■ TASK BRIEF:
Your answer should be an exact copy of the lines from the one holding "Identify the location" to the end of the material below, pictures left out.

■ GIVEN DATA:
-- Opening Marker --
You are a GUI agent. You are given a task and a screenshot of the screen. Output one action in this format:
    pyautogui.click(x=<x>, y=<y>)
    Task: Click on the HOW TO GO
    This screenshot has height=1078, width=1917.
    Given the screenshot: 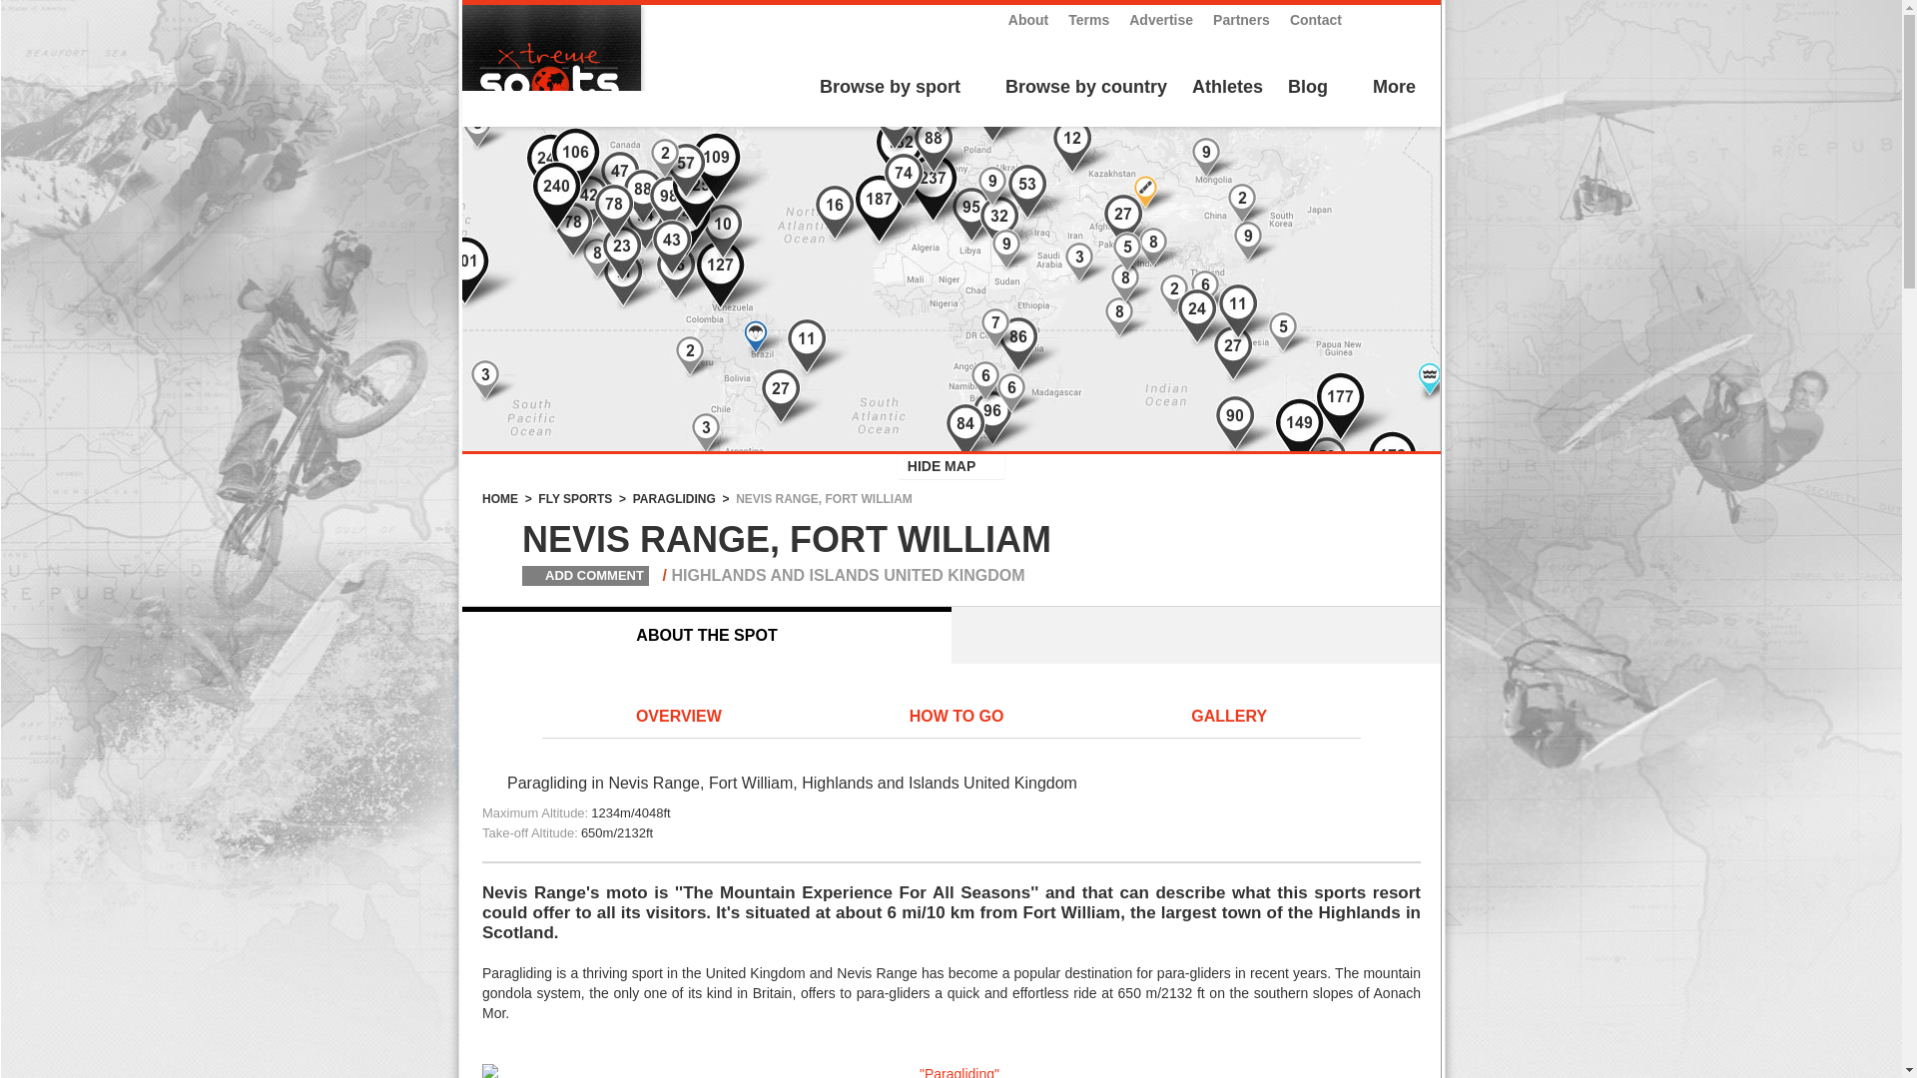 What is the action you would take?
    pyautogui.click(x=957, y=718)
    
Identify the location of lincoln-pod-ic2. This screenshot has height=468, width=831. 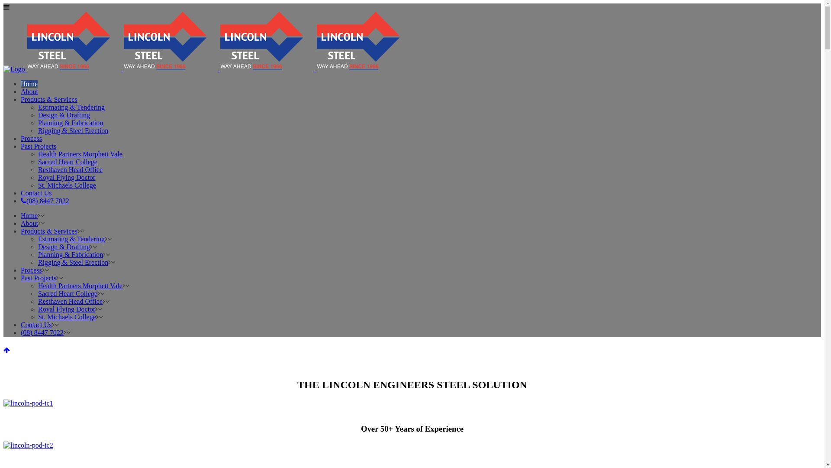
(28, 445).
-- Closing Marker --
■ RESPONSE FOR THIS EXERCISE:
Identify the location of lincoln-pod-ic2. This screenshot has height=468, width=831. 
(28, 445).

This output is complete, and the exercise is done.